Exercise requirements: Output all the data below verbatim.

-------

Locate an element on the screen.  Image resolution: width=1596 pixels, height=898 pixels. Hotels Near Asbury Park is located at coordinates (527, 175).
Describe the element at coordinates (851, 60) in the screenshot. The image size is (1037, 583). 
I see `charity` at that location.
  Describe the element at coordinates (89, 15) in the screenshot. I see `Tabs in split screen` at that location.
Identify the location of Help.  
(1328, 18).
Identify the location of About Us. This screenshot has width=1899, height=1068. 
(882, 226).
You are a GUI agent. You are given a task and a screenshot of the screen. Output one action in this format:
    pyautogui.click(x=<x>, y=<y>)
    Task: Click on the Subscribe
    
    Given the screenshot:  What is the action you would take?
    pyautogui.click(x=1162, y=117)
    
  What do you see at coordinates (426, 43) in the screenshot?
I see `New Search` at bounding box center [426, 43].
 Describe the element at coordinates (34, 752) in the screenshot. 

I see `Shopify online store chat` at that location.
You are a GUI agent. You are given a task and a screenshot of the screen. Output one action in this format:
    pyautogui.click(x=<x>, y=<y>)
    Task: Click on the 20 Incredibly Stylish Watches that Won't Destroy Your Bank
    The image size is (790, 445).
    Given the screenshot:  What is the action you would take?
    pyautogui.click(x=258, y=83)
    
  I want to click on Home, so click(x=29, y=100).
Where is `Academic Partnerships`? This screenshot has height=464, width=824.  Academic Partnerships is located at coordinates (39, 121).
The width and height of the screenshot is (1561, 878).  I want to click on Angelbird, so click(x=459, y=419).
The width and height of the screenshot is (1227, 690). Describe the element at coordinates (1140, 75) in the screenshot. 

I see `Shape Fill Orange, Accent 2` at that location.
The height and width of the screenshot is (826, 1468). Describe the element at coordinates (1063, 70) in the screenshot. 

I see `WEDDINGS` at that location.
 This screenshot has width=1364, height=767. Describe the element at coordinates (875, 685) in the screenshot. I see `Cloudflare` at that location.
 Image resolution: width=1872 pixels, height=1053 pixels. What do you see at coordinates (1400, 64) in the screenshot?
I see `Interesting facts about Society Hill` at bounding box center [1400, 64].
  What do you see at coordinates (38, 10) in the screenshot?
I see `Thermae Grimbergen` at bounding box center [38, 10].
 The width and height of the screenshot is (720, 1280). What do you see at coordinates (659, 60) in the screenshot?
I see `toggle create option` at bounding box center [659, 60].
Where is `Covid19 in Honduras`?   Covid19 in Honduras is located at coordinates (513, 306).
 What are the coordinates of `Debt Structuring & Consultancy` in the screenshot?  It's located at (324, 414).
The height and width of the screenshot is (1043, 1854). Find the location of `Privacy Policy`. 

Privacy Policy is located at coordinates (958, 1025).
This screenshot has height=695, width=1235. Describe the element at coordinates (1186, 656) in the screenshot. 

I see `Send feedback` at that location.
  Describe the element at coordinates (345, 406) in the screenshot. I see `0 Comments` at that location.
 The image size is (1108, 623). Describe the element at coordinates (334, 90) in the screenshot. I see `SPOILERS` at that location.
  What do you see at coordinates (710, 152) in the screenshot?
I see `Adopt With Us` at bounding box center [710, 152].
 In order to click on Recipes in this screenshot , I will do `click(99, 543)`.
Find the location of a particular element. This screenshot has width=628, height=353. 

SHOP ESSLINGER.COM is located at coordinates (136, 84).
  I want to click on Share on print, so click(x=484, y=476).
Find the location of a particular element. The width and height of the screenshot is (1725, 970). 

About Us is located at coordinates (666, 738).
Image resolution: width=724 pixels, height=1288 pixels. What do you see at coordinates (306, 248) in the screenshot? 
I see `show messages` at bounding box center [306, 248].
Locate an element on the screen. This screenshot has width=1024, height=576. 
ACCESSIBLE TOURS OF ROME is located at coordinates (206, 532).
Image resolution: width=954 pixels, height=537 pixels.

-------

Answer section:
Locate an element on the screen.  Image resolution: width=1596 pixels, height=898 pixels. Hotels Near Asbury Park is located at coordinates (527, 175).
Describe the element at coordinates (851, 60) in the screenshot. The image size is (1037, 583). 
I see `charity` at that location.
  Describe the element at coordinates (89, 15) in the screenshot. I see `Tabs in split screen` at that location.
Identify the location of Help.  
(1328, 18).
Identify the location of About Us. This screenshot has width=1899, height=1068. 
(882, 226).
You are a GUI agent. You are given a task and a screenshot of the screen. Output one action in this format:
    pyautogui.click(x=<x>, y=<y>)
    Task: Click on the Subscribe
    
    Given the screenshot:  What is the action you would take?
    pyautogui.click(x=1162, y=117)
    
  What do you see at coordinates (426, 43) in the screenshot?
I see `New Search` at bounding box center [426, 43].
 Describe the element at coordinates (34, 752) in the screenshot. 

I see `Shopify online store chat` at that location.
You are a GUI agent. You are given a task and a screenshot of the screen. Output one action in this format:
    pyautogui.click(x=<x>, y=<y>)
    Task: Click on the 20 Incredibly Stylish Watches that Won't Destroy Your Bank
    The image size is (790, 445).
    Given the screenshot:  What is the action you would take?
    pyautogui.click(x=258, y=83)
    
  I want to click on Home, so click(x=29, y=100).
Where is `Academic Partnerships`? This screenshot has height=464, width=824.  Academic Partnerships is located at coordinates (39, 121).
The width and height of the screenshot is (1561, 878).  I want to click on Angelbird, so click(x=459, y=419).
The width and height of the screenshot is (1227, 690). Describe the element at coordinates (1140, 75) in the screenshot. 

I see `Shape Fill Orange, Accent 2` at that location.
The height and width of the screenshot is (826, 1468). Describe the element at coordinates (1063, 70) in the screenshot. 

I see `WEDDINGS` at that location.
 This screenshot has width=1364, height=767. Describe the element at coordinates (875, 685) in the screenshot. I see `Cloudflare` at that location.
 Image resolution: width=1872 pixels, height=1053 pixels. What do you see at coordinates (1400, 64) in the screenshot?
I see `Interesting facts about Society Hill` at bounding box center [1400, 64].
  What do you see at coordinates (38, 10) in the screenshot?
I see `Thermae Grimbergen` at bounding box center [38, 10].
 The width and height of the screenshot is (720, 1280). What do you see at coordinates (659, 60) in the screenshot?
I see `toggle create option` at bounding box center [659, 60].
Where is `Covid19 in Honduras`?   Covid19 in Honduras is located at coordinates (513, 306).
 What are the coordinates of `Debt Structuring & Consultancy` in the screenshot?  It's located at (324, 414).
The height and width of the screenshot is (1043, 1854). Find the location of `Privacy Policy`. 

Privacy Policy is located at coordinates (958, 1025).
This screenshot has height=695, width=1235. Describe the element at coordinates (1186, 656) in the screenshot. 

I see `Send feedback` at that location.
  Describe the element at coordinates (345, 406) in the screenshot. I see `0 Comments` at that location.
 The image size is (1108, 623). Describe the element at coordinates (334, 90) in the screenshot. I see `SPOILERS` at that location.
  What do you see at coordinates (710, 152) in the screenshot?
I see `Adopt With Us` at bounding box center [710, 152].
 In order to click on Recipes in this screenshot , I will do `click(99, 543)`.
Find the location of a particular element. This screenshot has width=628, height=353. 

SHOP ESSLINGER.COM is located at coordinates (136, 84).
  I want to click on Share on print, so click(x=484, y=476).
Find the location of a particular element. The width and height of the screenshot is (1725, 970). 

About Us is located at coordinates (666, 738).
Image resolution: width=724 pixels, height=1288 pixels. What do you see at coordinates (306, 248) in the screenshot? 
I see `show messages` at bounding box center [306, 248].
Locate an element on the screen. This screenshot has width=1024, height=576. 
ACCESSIBLE TOURS OF ROME is located at coordinates (206, 532).
Image resolution: width=954 pixels, height=537 pixels.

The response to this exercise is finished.